Funny how I’ve dropped every pretense that we’re not dating. Right now, I don’t care who knows our relationship status. All I want is to know he’s okay.

Jack rakes in a breath. “Okay. Calm down. Let me get the latest.”

He slides on a headset. “What’s the situation? We’ve got Lily Onassis here.”

A pause.

“Oh shit. Okay. Okay. Right. We’ll follow along.”

I gape in horror as Jack stands. His mouth is in a hard, grim line, sending shockwaves of cold panic through my body.

“He’s not good. They’re going to airlift him to Montreal General. We’re going to meet him there.”


I listen, mute with fear, as Jack describes the crash on our drive to the hospital.
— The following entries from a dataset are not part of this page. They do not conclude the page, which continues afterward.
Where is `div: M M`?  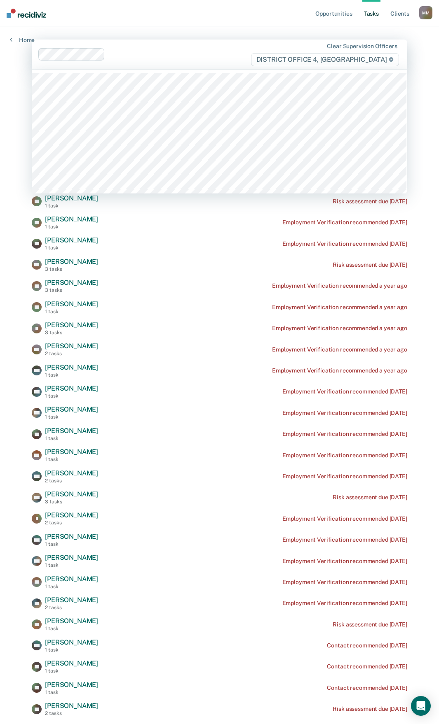 div: M M is located at coordinates (425, 13).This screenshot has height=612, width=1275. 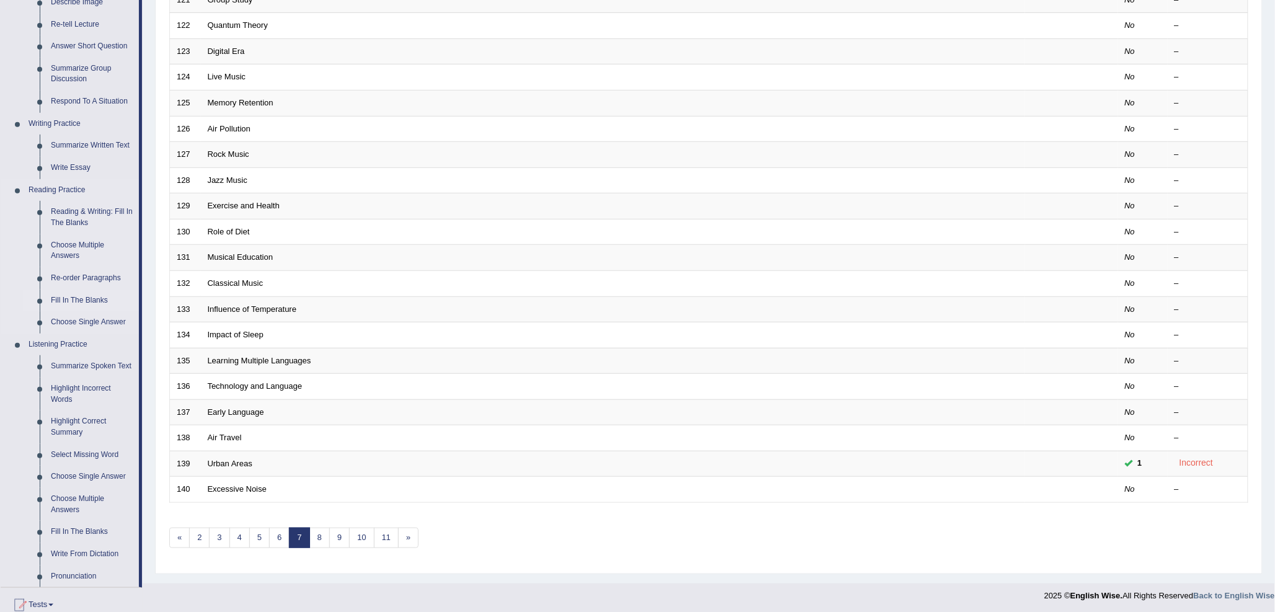 What do you see at coordinates (185, 439) in the screenshot?
I see `td: 138` at bounding box center [185, 439].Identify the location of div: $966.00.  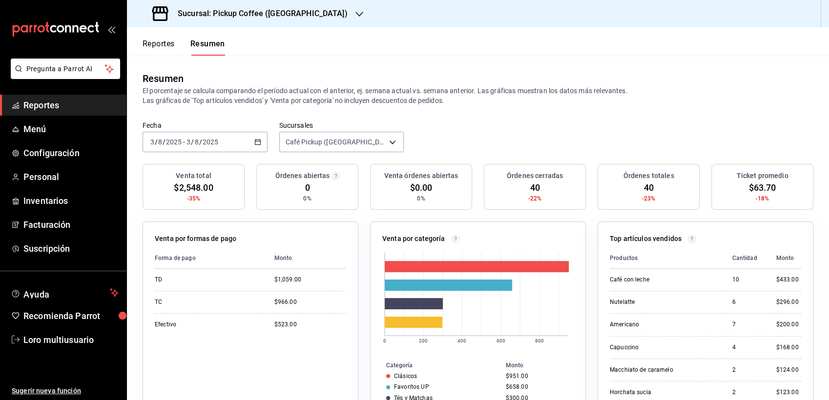
(310, 302).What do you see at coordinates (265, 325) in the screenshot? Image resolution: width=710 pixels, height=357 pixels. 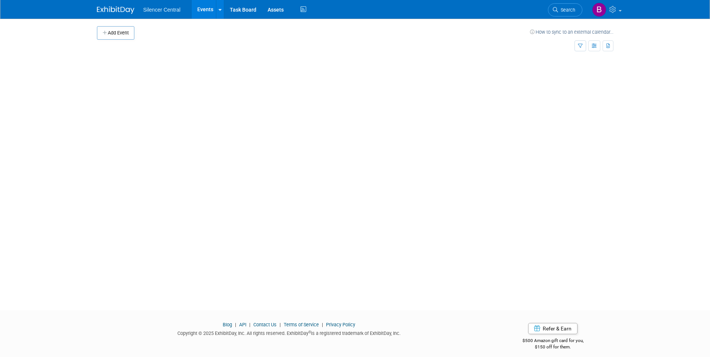 I see `a: Contact Us` at bounding box center [265, 325].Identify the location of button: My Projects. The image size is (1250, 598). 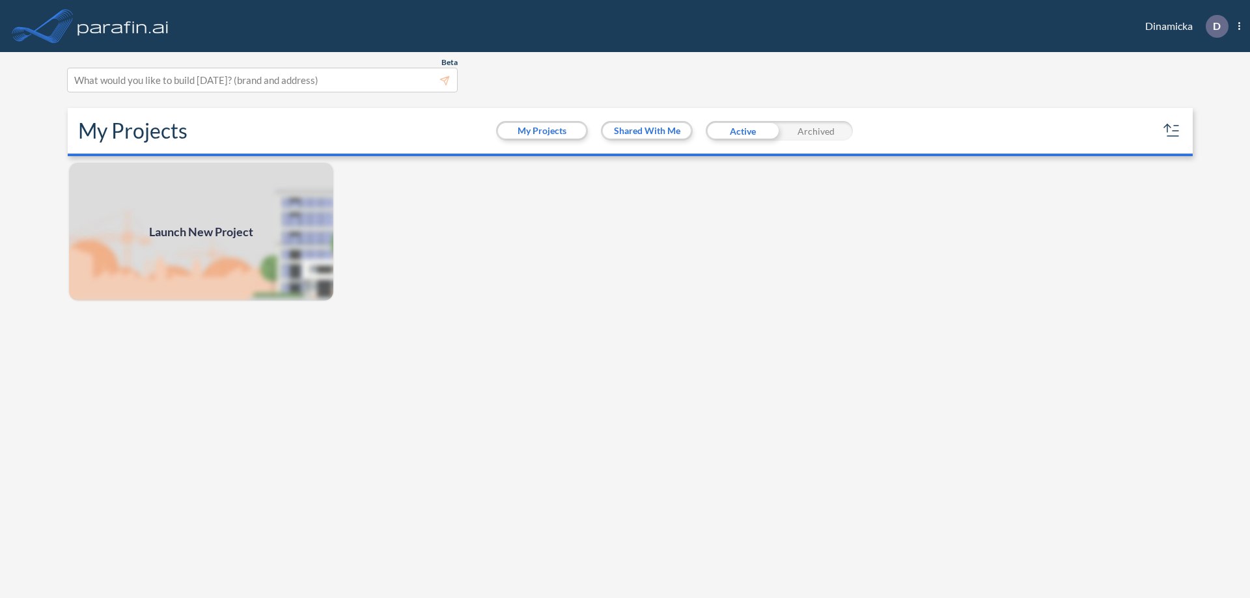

Lucas and Tanya are with us.

“He went into the hairpin, collided with the curb, lost his front wing, and then somehow the nose of his car went airborne. It all happened in a fucking instant, Lily, I swear. Then he flipped and crashed into the wall. When they took him out of the car he was asking for you.”

A whimper starts in my throat but I swallow it down. “The concrete wall? How fast was he going?”

“About a hundred forty-two.”

One hundred forty-two miles per hour. He hit the wall going that speed.

“Here.Autoweekhas a clip on Facebook.” Tanya hands us her phone.

I’m not sure I want to watch but I’m too stunned to protest. I watch the seven-second video, my jaw slack with shock. Seven seconds of pure torture. Max’s sleek, black car with orange trim skids for several yards on its side, then comes to a stop in the gravel.

“I can try to pull up the in-car camera if you’d like,” Jack says.

“No. Not now.” Turning toward the window, away from Jack, Tanya, and that devastating video that’s now trending on social media, I shut my eyes and try to think positive thoughts. But the horrifying crash video runs in a loop through my brain all the way to the hospital.

“They’re going to meet us at a side entrance,” Tanya says to Jack.

I turn to Lucas, who is sitting next to me. “How terrible is this? It seems terrible.”

He shakes his head. “I don’t know, Lily. I wish . . .”

“What?” I stare at him. Lucas is a handsome guy, all bronze skin, green eyes, and dark hair.

“I wish he’d kept his mind on racing and not on you.”

My eyes shut. Exactly what I need. More guilt.

Once there, we jump out and are ushered into a private waiting room. It’s clearly meant for children and families because there’s a rainbow painted on one wall and a kid-sized table and chairs in a corner, along with toys. The three of us wait for what seems like hours—but it’s only twenty minutes, according to my phone. During that time I call my father and update him, then stare at the children’s toys.

Finally, three doctors walk in. I leap from my seat. “How is he?”

They recognize that I’m practically breathless with worry, and tell me to sit.

“Calm down,” one doctor, a man with a smooth bald head and a French accent, says.